Roaring as if possessed by the Lion God, the northerners swarmed toward the easternmost trenches. Even before they came into range, firepots and stones flew through the air. Repeating crossbows began their harsh clack-clack-clack. No, the southrons weren’t about to give up and go away.

But Florizel had been right. Yes, the southrons had men in their forward trenches and engines behind them, but they didn’t have very many men or very many engines. Lieutenant General Bell’s men pelted them with bolts and stones and firepots of their own. Before long, the southrons fell back towards Whole Mackerel, the artificers in charge of their engines hitching those to teams of unicorns and hauling them away to keep them from being captured.

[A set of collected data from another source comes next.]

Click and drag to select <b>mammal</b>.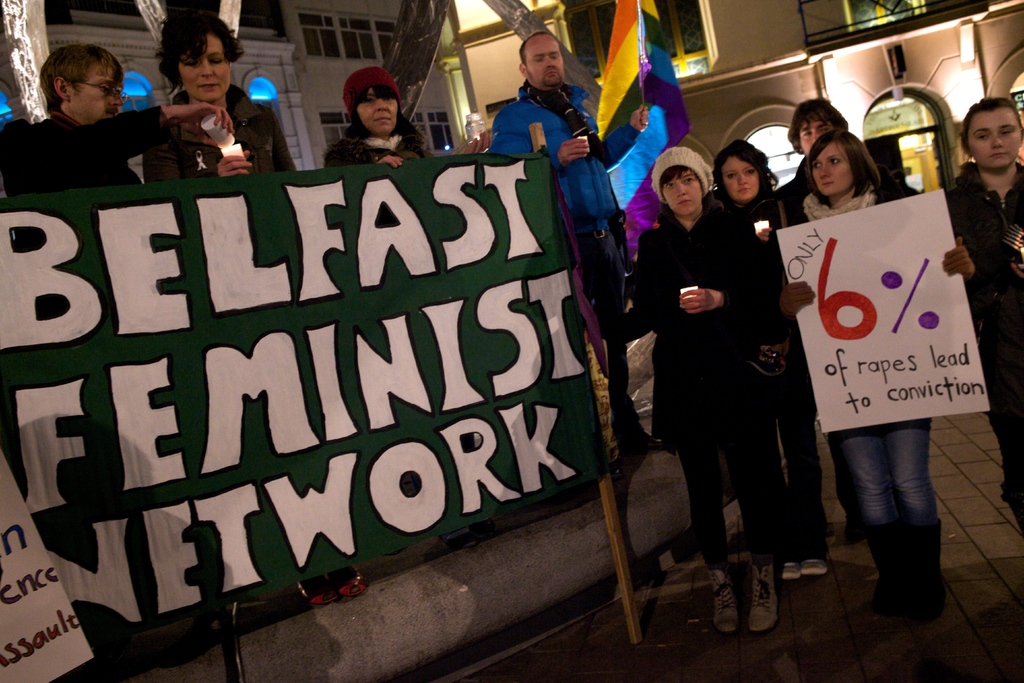
Selection: select_region(321, 68, 433, 165).
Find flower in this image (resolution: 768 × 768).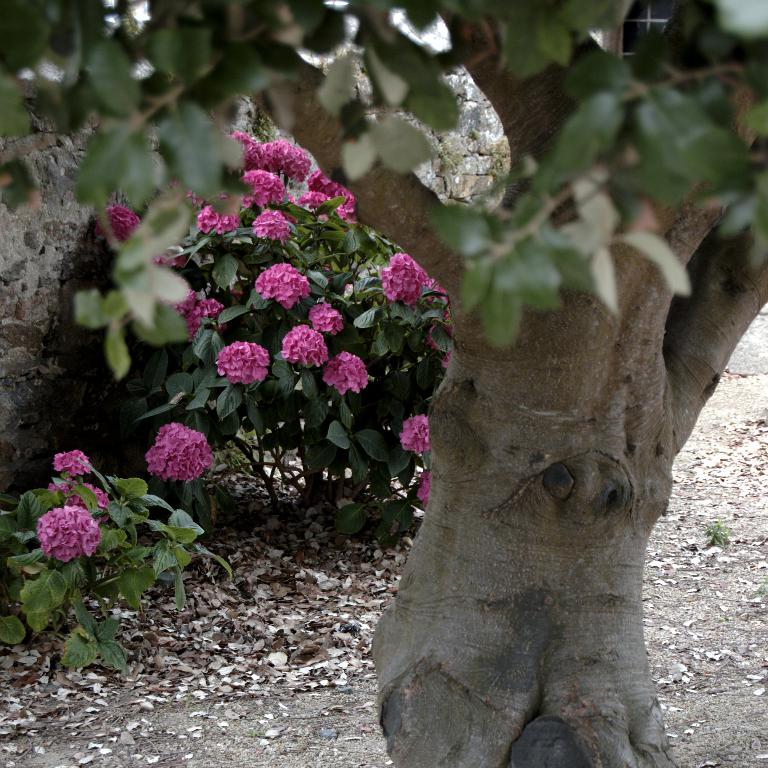
crop(171, 290, 228, 341).
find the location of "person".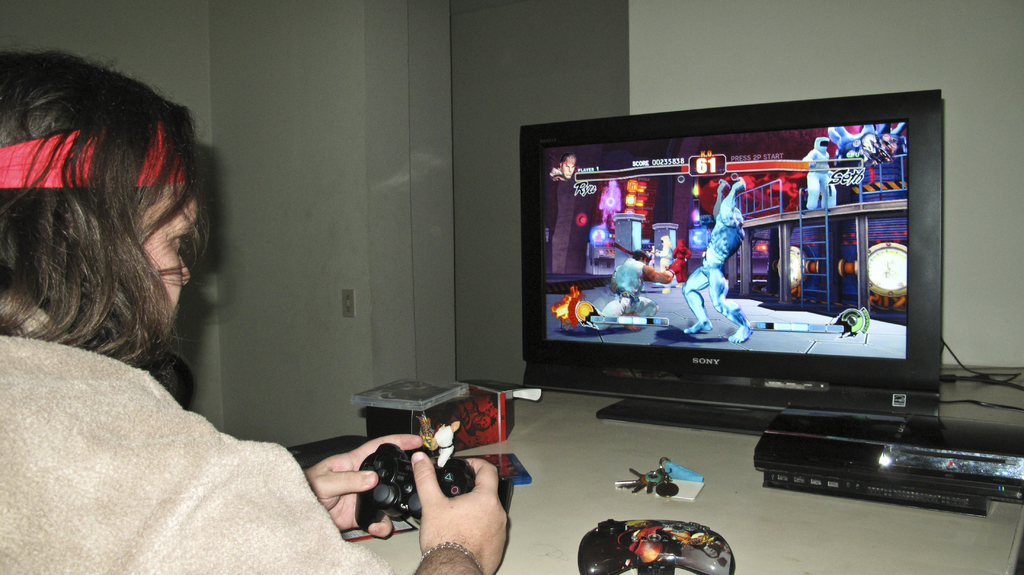
Location: crop(573, 247, 682, 332).
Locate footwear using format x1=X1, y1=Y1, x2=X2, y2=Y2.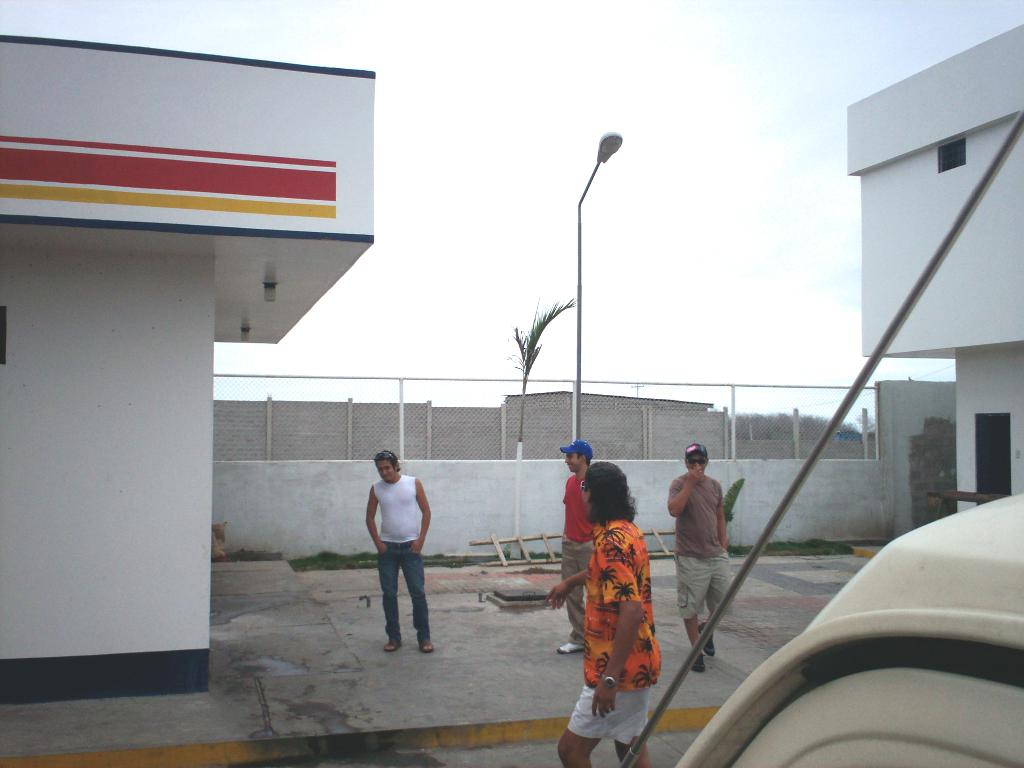
x1=694, y1=627, x2=715, y2=657.
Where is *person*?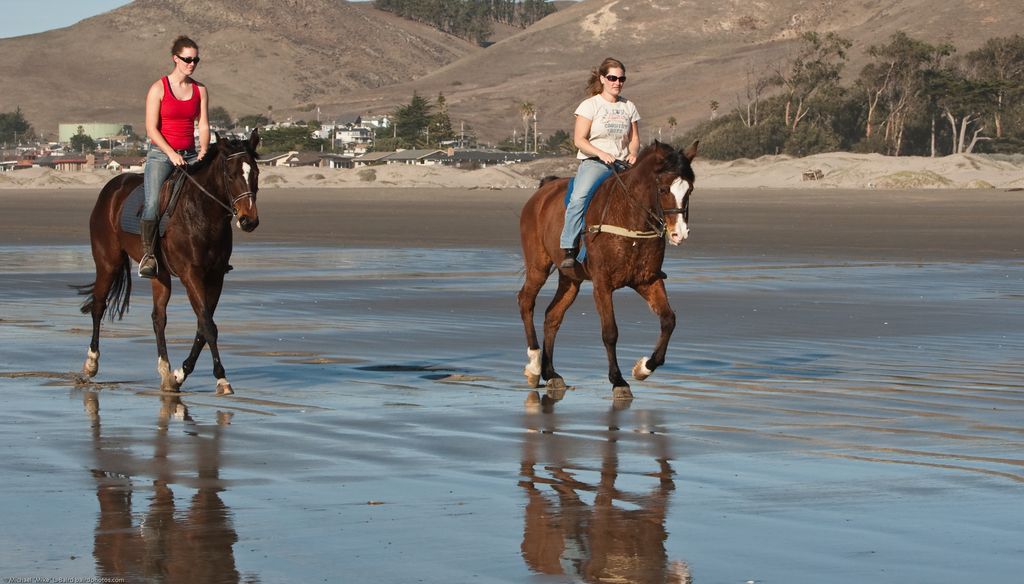
(135,37,204,279).
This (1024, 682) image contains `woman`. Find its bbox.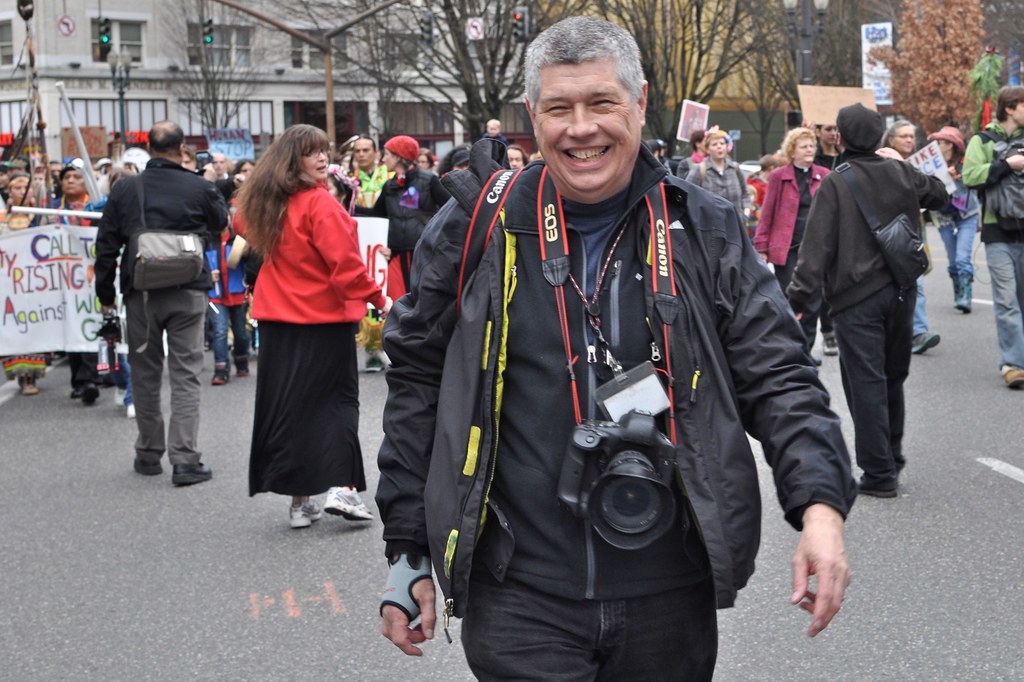
(416,148,438,170).
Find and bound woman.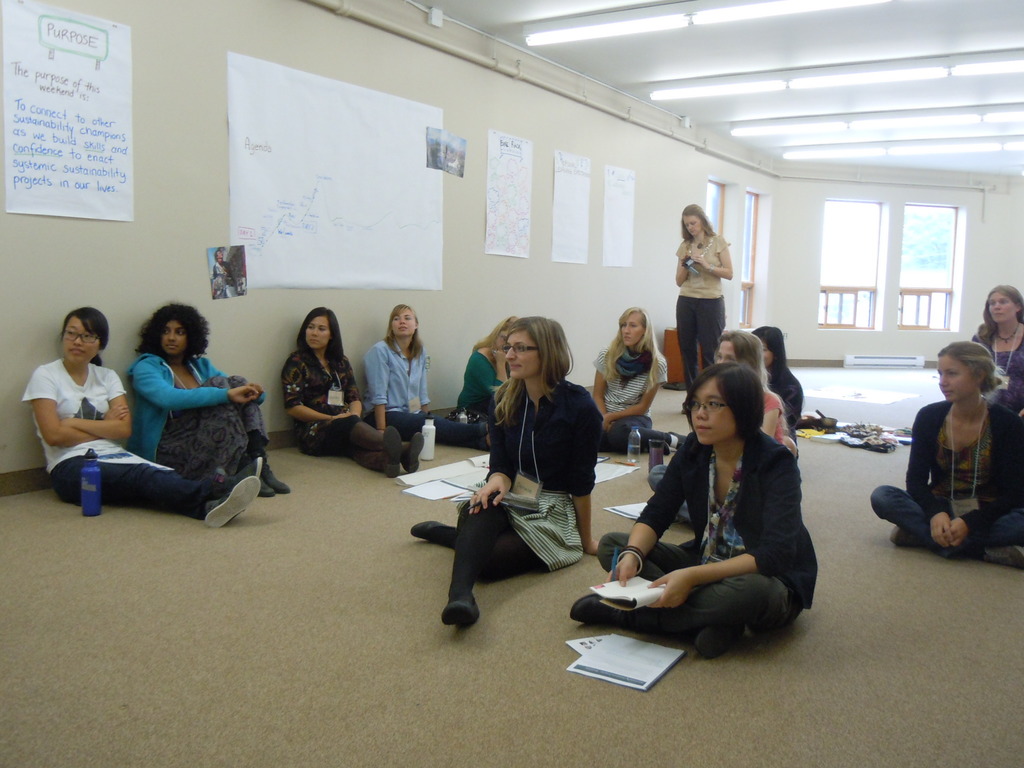
Bound: [590,307,691,454].
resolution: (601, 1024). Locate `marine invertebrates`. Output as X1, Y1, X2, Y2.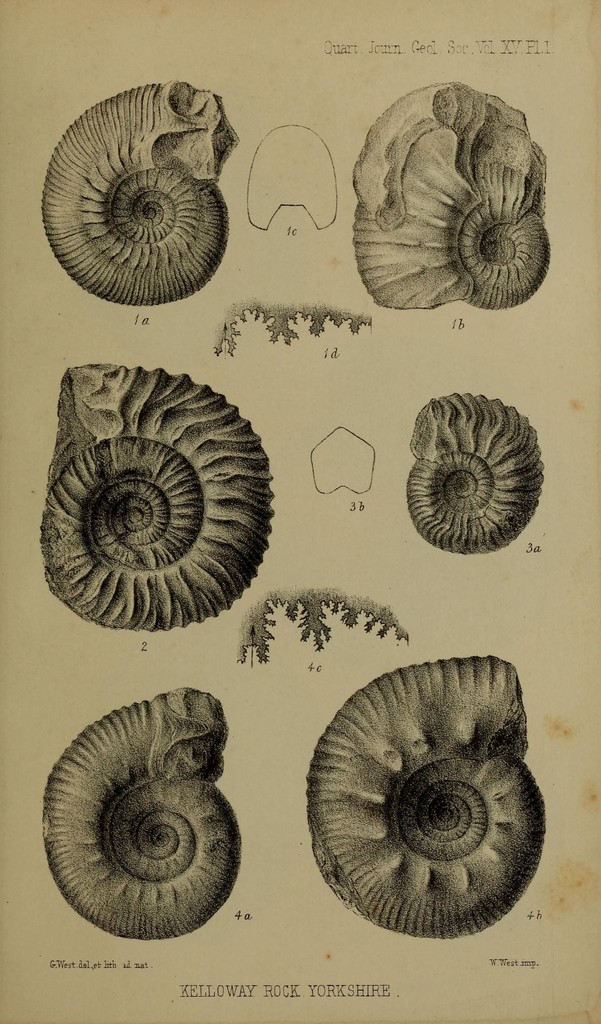
394, 385, 562, 571.
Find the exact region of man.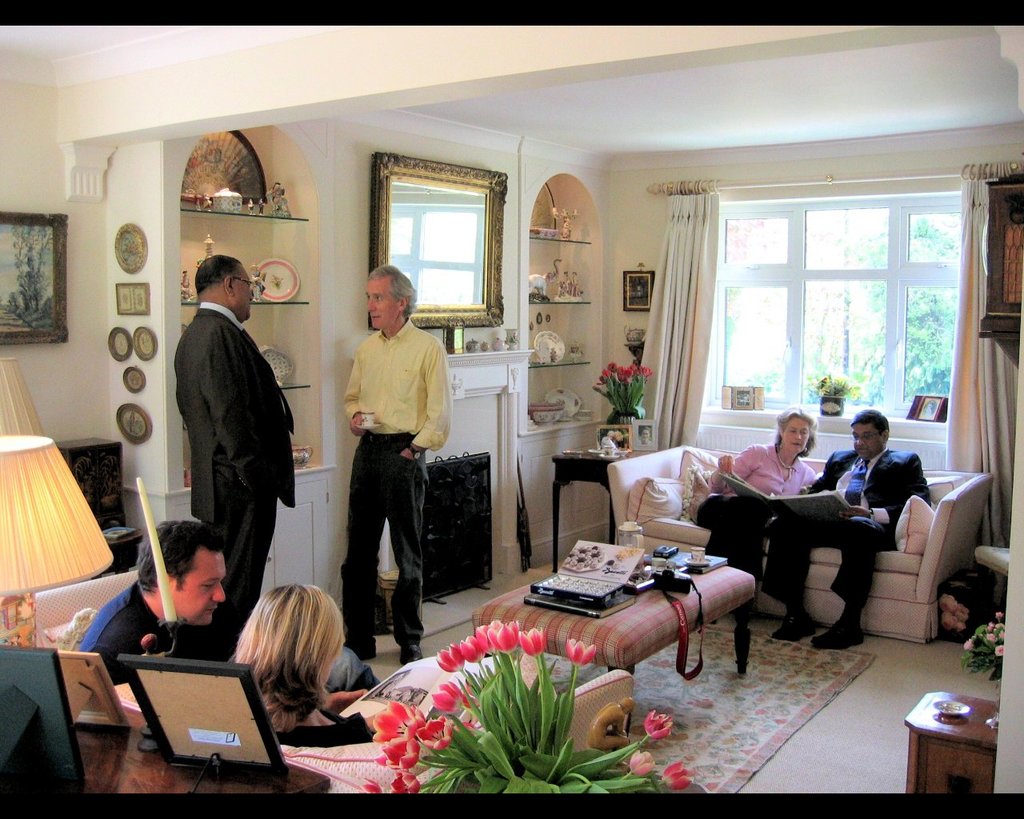
Exact region: [x1=154, y1=247, x2=294, y2=639].
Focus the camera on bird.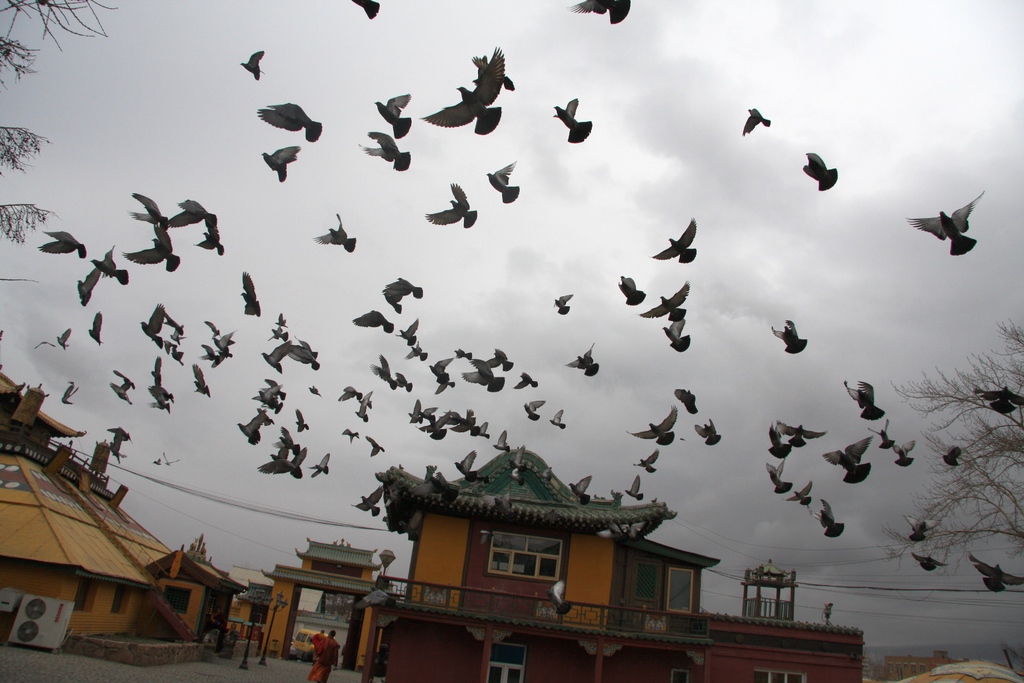
Focus region: (351,480,383,516).
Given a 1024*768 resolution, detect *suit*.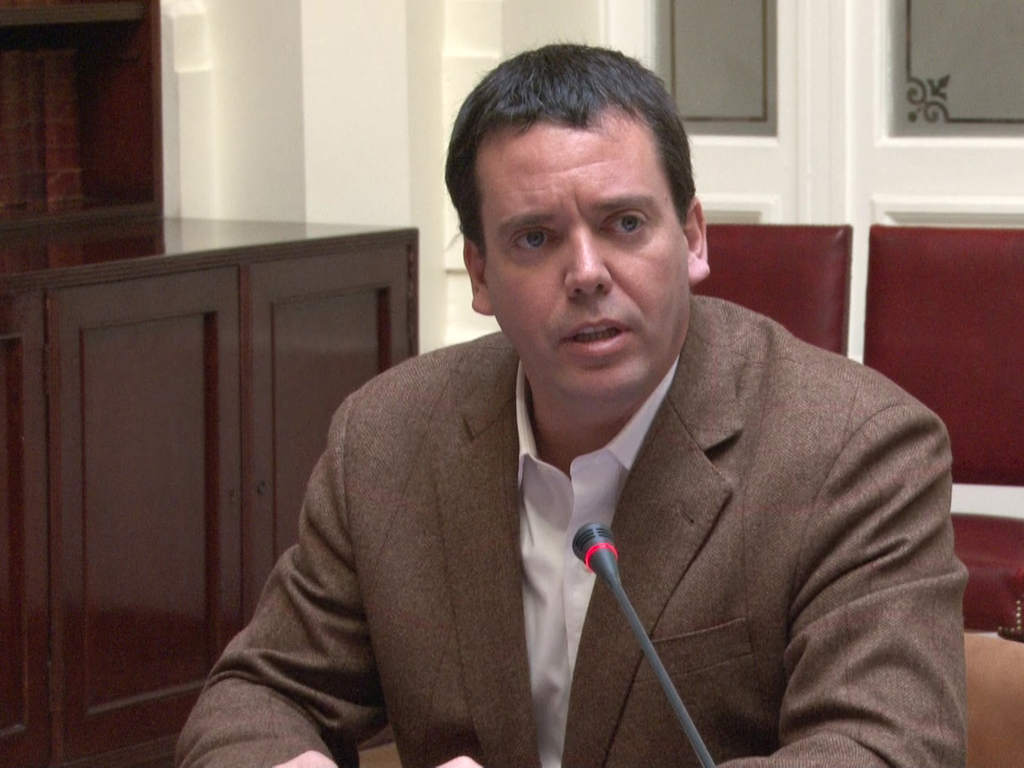
[237,255,945,746].
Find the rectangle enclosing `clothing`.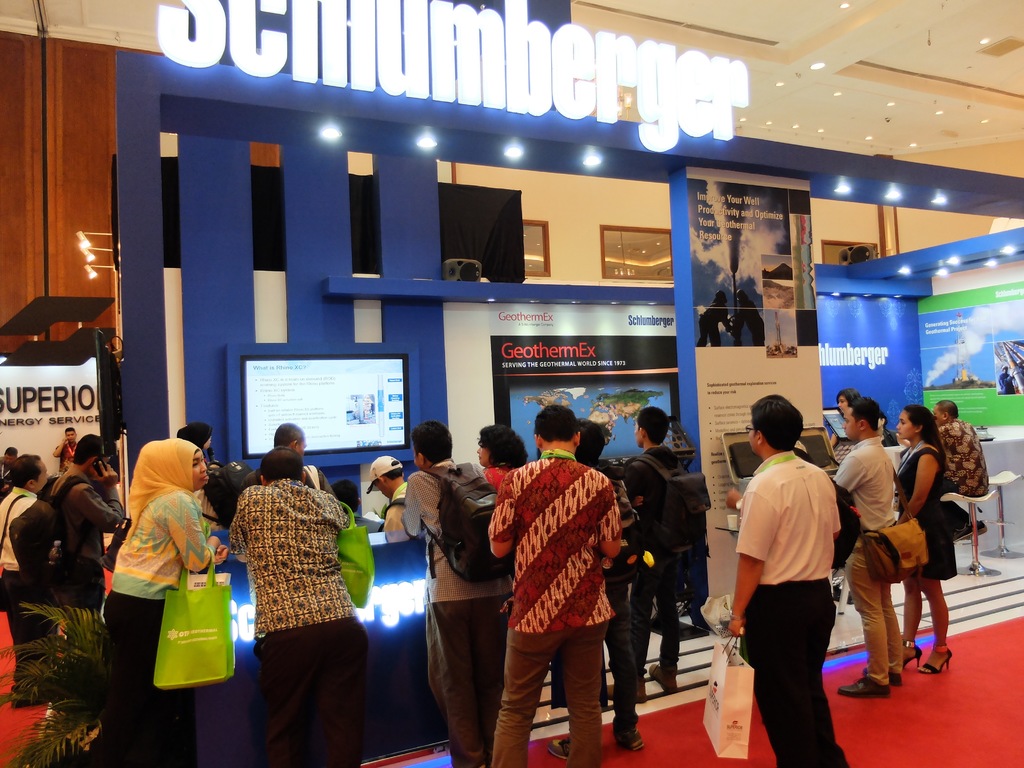
crop(403, 456, 504, 767).
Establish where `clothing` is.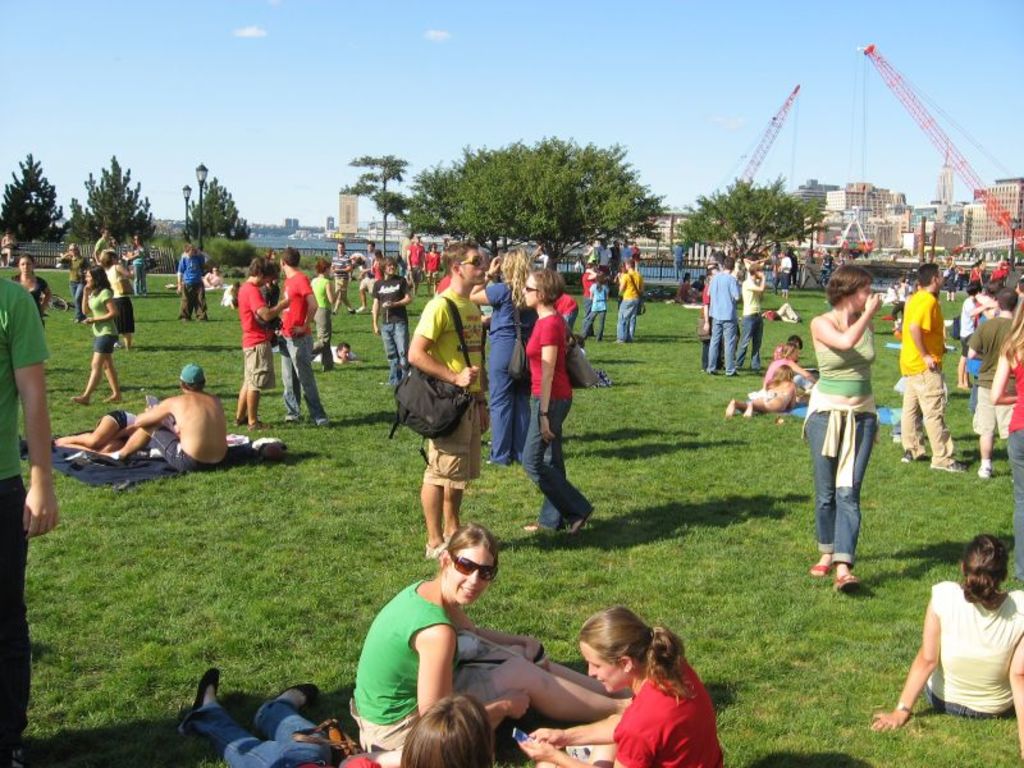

“Forward!” Gremio called. “We’ve got to keep pushing them, not let them rally. Keep moving!”

When they came to the southrons’ second line of trenches, another storm of missiles greeted them. Looking ahead, Gremio saw that the enemy’s main lines of defense didn’t guard the town of Whole Mackerel itself, but rather the nearby supply depot. Sure enough, they knew what Bell wanted.

Roaring and shouting, the Army of Franklin bore down on those works. Now the southrons had no room for retreat, not unless they wanted to give up what their foes so desperately needed to take. They had to fight.

They had to-and they did. They had a great many more engines in amongst these fieldworks than they’d used farther forward. Stones and firepots and darts took a heavy toll on the northerners. The southrons whooped and cheered to watch their foes fall.

“Keep moving, men!” Gremio shouted again. “Look, there on that parapet-that’s got to be their commander. If we can kill him, maybe we’ll suck the spirit out of them.”

That wasn’t sporting. It wasn’t chivalrous. A man of noble blood probably never would have said anything so crude. None of that stopped Gremio from thinking he’d had a good idea there. His men did, too. So did the crews of a nearby battery of engines. They started aiming at the black-haired officer waving a sword, too.

A moment later, he clapped a hand to his cheek and tumbled off the parapet. Gremio and everyone close by raised a cheer. “Forward!” he yelled. “Now let’s see how tough those bastards are!”

He soon found out how tough their commander was. The man reappeared inside of a couple of minutes. He was even easier to spot than he had been before-a bloody bandage covered half his face. Gremio could hear his shouts through the din of battle: “We can whip these bastards! Who the hells do they think they are, coming around to bother honest people? Give ’em a good kick in the arse and throw ’em back!”